Even though processing power was lacking, the company put the wheels in progress, with Yassaie believing 'teeth would be provided'.
But much of the development being done by companies such as Nokia still looked at mobile devices as phones. Apple – a major Imagination shareholder – changed that with the iPhone and, today, smartphones are all about the interface. Intel, the largest shareholder, is using Imagination's technology in some of its devices.
Yassaie continues to take a long term view. "I'm trying to understand trends," he said, "and am looking five to 10 years into the future, because the IP development cycle takes many years." This work is being undertaken independently of customer input. "No customer will tell us what they want in five years," he said, "so we have to make our own bets."
Imagination is acquisitive; recent deals include the purchase of Caustic Graphics for its ray tracing technology. "We will invest in speculative projects," Yassaie admitted, "but I don't like 'blue sky' stuff. We invested in ray tracing because it's not blue sky; there are strong reasons why it will become an important technology."
While 90% of what VideoLogic developed in the early days was disruptive, today's profile is more evolutionary. "About 60% evolutionary, 40% disruptive," Yassaie estimated. "But we still have to think outside the box and solve problems because consumers don't buy technology for the sake of it. Overall, I'd say that 90% of the decisions we've made have been right."
Yassaie is passionate about UK electronics and its future. "We're a UK company operating globally, but 70% of our people are here; having R&D and design in the UK has been good in terms of creativity – and we have the two most important IP suppliers in terms of technology that powers devices."
While he says the UK's IP industry has impact and influence beyond its size, he adds the country needs more fabless businesses. "There are a lot of good designers and the fact that we don't have consumer brands is a problem. It would be great if Marconi was a consumer brand, but it's gone."

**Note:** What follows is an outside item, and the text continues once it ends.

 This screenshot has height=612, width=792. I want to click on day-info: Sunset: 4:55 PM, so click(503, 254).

The solution, he admits, is complex. "We want students to be creators of technology and leaders of future companies and we want people to believe they can do it."
He says the UK has 'huge assets' in terms of engineering talent and IP companies, 'but it needs a strategy'. "And that strategy – developing more fabless companies and developing brands – has to be led by Government, because there isn't a large ecosystem," he said. "Given where we are today, we should be able to do better."

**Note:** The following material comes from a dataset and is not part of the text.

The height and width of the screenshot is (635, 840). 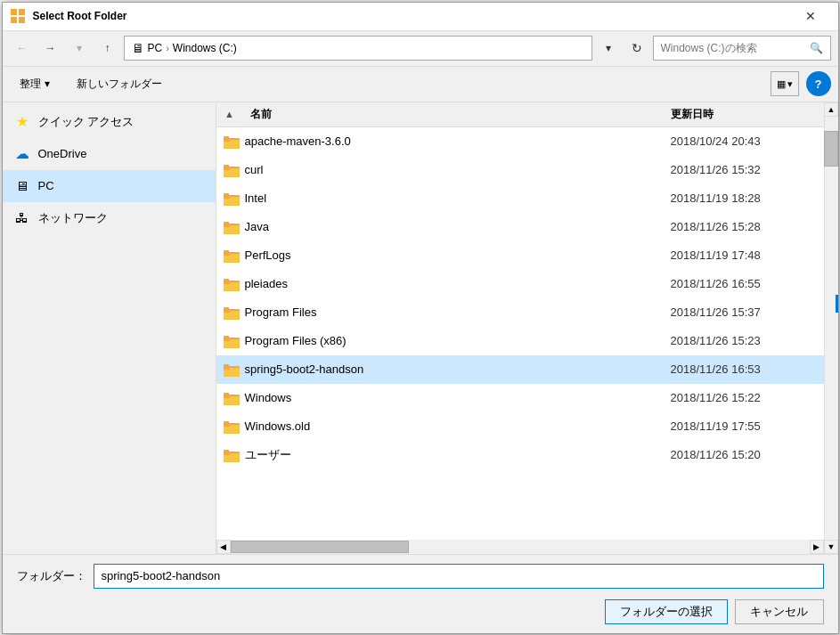 What do you see at coordinates (811, 16) in the screenshot?
I see `close-button: ✕` at bounding box center [811, 16].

One possible way the Government could do this is through the NHS. "We have a large nationalised health service. Why not use that to introduce advanced technology and create more UK businesses?"
He's also critical of the tendency to sell companies. "It's a disappointment every time one is sold," he said, "but often people find it easier to sell than to keep a company growing."
For the future, it's more long term thinking. "We have quarterly technology reviews at which we decide where the road map will go," he said. "And it's why we renamed the company Imagination – it describes what we have to do," he concluded.
Hossein Yassaie
After attaining his PhD, Hossein was a research fellow at the University of Birmingham. Prior to joining Imagination Technologies in February 1992, he spent eight years with Inmos/STMicroelectronics, where he set up and managed dsp and digital video developments.
Ultimately, he became responsible for the system divisions, including research and development, manufacturing and marketing. He joined Imagination Technologies in 1992 as CTO, joined the board in 1995 and became CEO in 1998.